Evolutionary Subnetworks in Complex Systems
Menghui Li, Xingang Wang, and Choy-Heng Lai

TL;DR
This paper explores how functional subnetworks evolve within complex systems modeled by coupled oscillators, revealing a stabilization process and proposing a fast network partitioning algorithm based on subnetwork evolution.
Contribution
It introduces a model of subnetwork evolution in coupled oscillators and proposes a novel, efficient network partitioning algorithm based on these dynamics.
Findings
Networks stabilize into subnetworks with intralinks and interlinks
The evolution process distinguishes attractive and repulsive subnetworks
Proposed algorithm offers fast and convenient network partitioning
Abstract
Links in a practical network may have different functions, which makes the original network a combination of some functional subnetworks. Here, by a model of coupled oscillators, we investigate how such functional subnetworks are evolved and developed according to the network structure and dynamics. In particular, we study the case of evolutionary clustered networks in which the function of each link (either attractive or repulsive coupling) is updated by the local dynamics. It is found that, during the process of system evolution, the network is gradually stabilized into a particular form in which the attractive (repulsive) subnetwork consists only the intralinks (interlinks). Based on the properties of subnetwork evolution, we also propose a new algorithm for network partition which is distinguished by the convenient operation and fast computing speed.
Peer Reviews
No public reviews on file for this paper yet. If you reviewed it on a platform where reviews are public (OpenReview, ICLR, NeurIPS, ICML), you can paste yours below so the community can read it here.
Videos
No videos yet. Explain this paper in a talk, walkthrough, or lecture? Add one.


**About this task:** Return, from the data below, each line that contains the word "group".

**Data for this exercise:**

####

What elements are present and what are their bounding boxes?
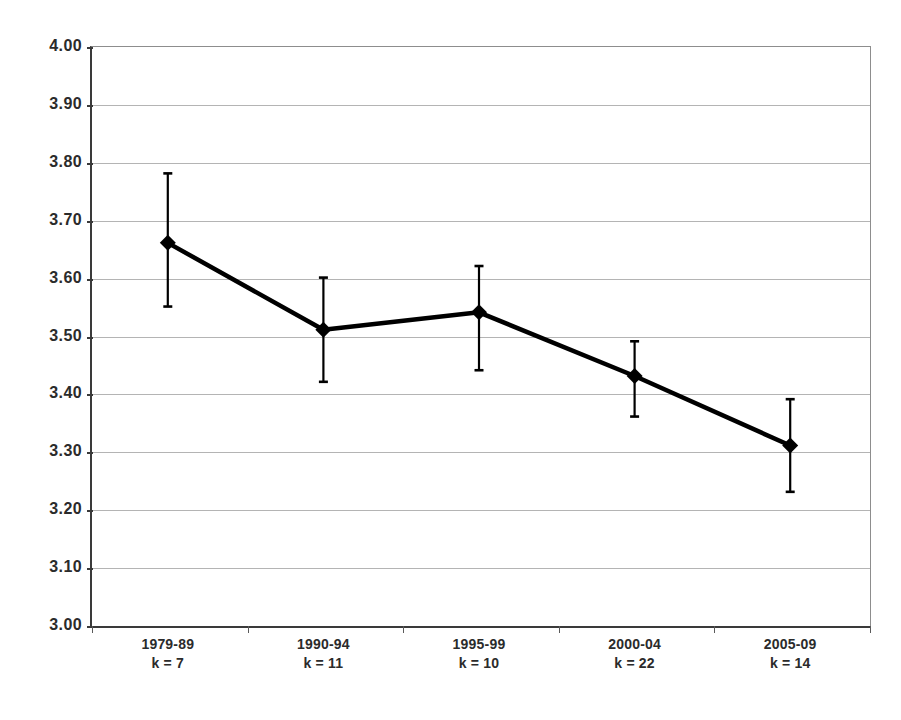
x-axis-tick-label-group: 1979-89k = 71990-94k = 111995-99k = 1020… [90,636,868,696]
x-axis-tick-mark [714,626,715,633]
y-axis-tick-label: 3.20 [6,500,82,518]
x-axis-tick-label: 2000-04k = 22 [608,636,661,671]
y-axis-tick-label-group: 4.003.903.803.703.603.503.403.303.203.10… [0,46,82,625]
y-axis-tick-label: 3.60 [6,269,82,287]
x-axis-period-label: 1979-89 [141,636,194,652]
chart-container: 4.003.903.803.703.603.503.403.303.203.10… [0,0,901,720]
x-axis-k-count-label: k = 14 [764,655,817,671]
x-axis-tick-label: 1995-99k = 10 [453,636,506,671]
y-axis-tick-label: 3.90 [6,95,82,113]
error-bar-group [163,173,794,491]
y-axis-tick-label: 3.50 [6,327,82,345]
y-axis-tick-label: 3.40 [6,384,82,402]
x-axis-period-label: 1995-99 [453,636,506,652]
x-axis-tick-mark [870,626,871,633]
data-point-marker [782,438,798,454]
x-axis-k-count-label: k = 22 [608,655,661,671]
x-axis-k-count-label: k = 10 [453,655,506,671]
data-point-marker [627,368,643,384]
x-axis-tick-label: 1990-94k = 11 [297,636,350,671]
x-axis-period-label: 1990-94 [297,636,350,652]
x-axis-tick-mark [248,626,249,633]
y-axis-tick-label: 4.00 [6,37,82,55]
x-axis-tick-mark [403,626,404,633]
x-axis-tick-label: 1979-89k = 7 [141,636,194,671]
x-axis-tick-mark [92,626,93,633]
data-point-marker [471,304,487,320]
y-axis-tick-label: 3.10 [6,558,82,576]
y-axis-tick-label: 3.30 [6,442,82,460]
x-axis-k-count-label: k = 7 [141,655,194,671]
y-axis-tick-label: 3.70 [6,211,82,229]
data-series-layer [90,46,868,625]
x-axis-period-label: 2000-04 [608,636,661,652]
x-axis-k-count-label: k = 11 [297,655,350,671]
x-axis-tick-label: 2005-09k = 14 [764,636,817,671]
y-axis-tick-label: 3.00 [6,616,82,634]
y-axis-tick-label: 3.80 [6,153,82,171]
x-axis-period-label: 2005-09 [764,636,817,652]
x-axis-tick-mark [559,626,560,633]
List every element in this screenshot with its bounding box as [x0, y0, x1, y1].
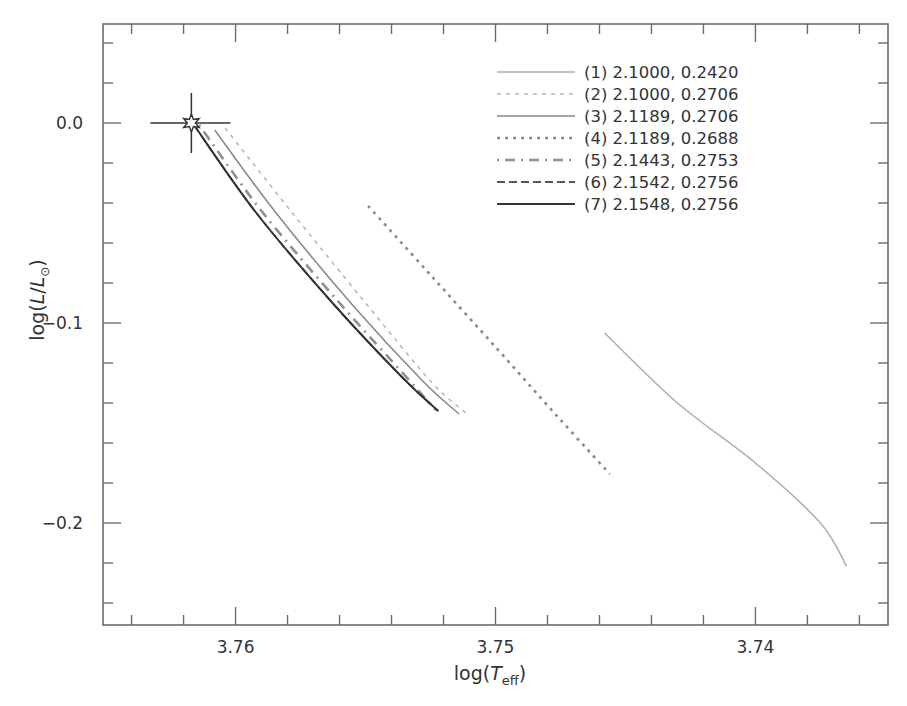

####

**Solution below:**
x-axis-tick-label-group: 1979-89k = 71990-94k = 111995-99k = 1020… [90,636,868,696]
y-axis-tick-label-group: 4.003.903.803.703.603.503.403.303.203.10… [0,46,82,625]
error-bar-group [163,173,794,491]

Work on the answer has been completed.